The ships were steaming in double column, line ahead, the Defence, flying the Rear-Admiral's flag, leading the starboard and the Warrior the port line. With faultless precision they came on, three cables' distance separating the units of each division, and twice that interval betwixt the columns.
"They've spotted us, sir," exclaimed Able Seaman Brown, as the alteration of position of the red flag and green cone displayed from the cruiser's mainmast yard-arm told the two men that the Warrior's helm was being ported. Simultaneously the "steaming cones" were reversed, showing that the ship's engines were going astern--a manoeuvre followed by the rest of the squadron.
Almost before way was taken off the ship the Warrior's sea-boat was rapidly lowered from the davits. Sefton could hear the dull thud of the lower blocks as the releasing-gear came into action and the falls surged against the ship's side, and the treble-voiced midshipman urging his boat's crew to "give way there, my lads, for all you're worth."
Although only a minute and a half elapsed between the time the sea-boat got away from the ship and her arrival at the scene of the rescue, the interval seemed interminable to Sub-lieutenant Sefton.
With feelings of indescribable relief he realized that he was being gripped by two pairs of horny powerful hands and lifted over the dipping gunwale into the stern-sheets, while others performed a like office for the saturated A.B.

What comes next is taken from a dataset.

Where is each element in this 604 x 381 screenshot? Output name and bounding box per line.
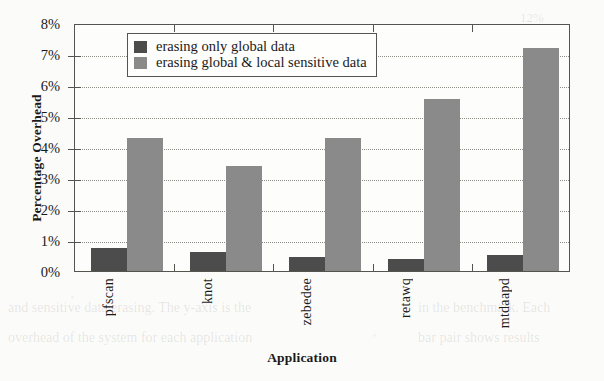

Smartly the sea-boat was brought alongside the cruiser. Deftly the hoisting-gear was engaged, and with a hundred-and-twenty men tailing on the falls the boat and her occupants were whisked up to a level with the vessel's quarter-deck.
And thus Acting Sub-lieutenant John Sefton found himself on board H.M.S. Warrior, in blissful ignorance of the gallant part the armoured cruiser was about to bear in the glorious battle off the Jutland Bank.
[CHAPTER VI--Action at the Double]
The ship upon which Sefton found himself as an unauthorized supernumerary was an armoured cruiser of 13,550 tons, built and completed at Pembroke nine years previously. She was one of a class of four that marked a new departure in naval architecture--each of her guns being mounted singly and in a separate turret. At the time when she was laid down she was considered one of the heaviest armed cruisers of her day, mounting six 9.2-inch and four 7.5-inch guns. Of these, three 9.2's could be made to fire ahead, and a similar number astern, while on either broadside she could deliver a formidable salvo from four of the guns of heavier calibre and two of the 7.5's. With the exception of the following year's programme of the Minotaur class, the Warrior and her sister ships were the last armoured cruisers laid down by the British Admiralty, the all-big-gun battle-cruisers simply outclassing at one swoop the armoured cruisers of the world's navies.
Nevertheless the Warrior was still a powerful unit, and calculated to be more than a match for any German vessel of her size. Her designed speed of a fraction over 22 knots--a rate that when necessity arose could be exceeded--enabled her with the rest of her class to form a valuable, hard-hitting auxiliary to the vessels of the battle-cruiser squadrons.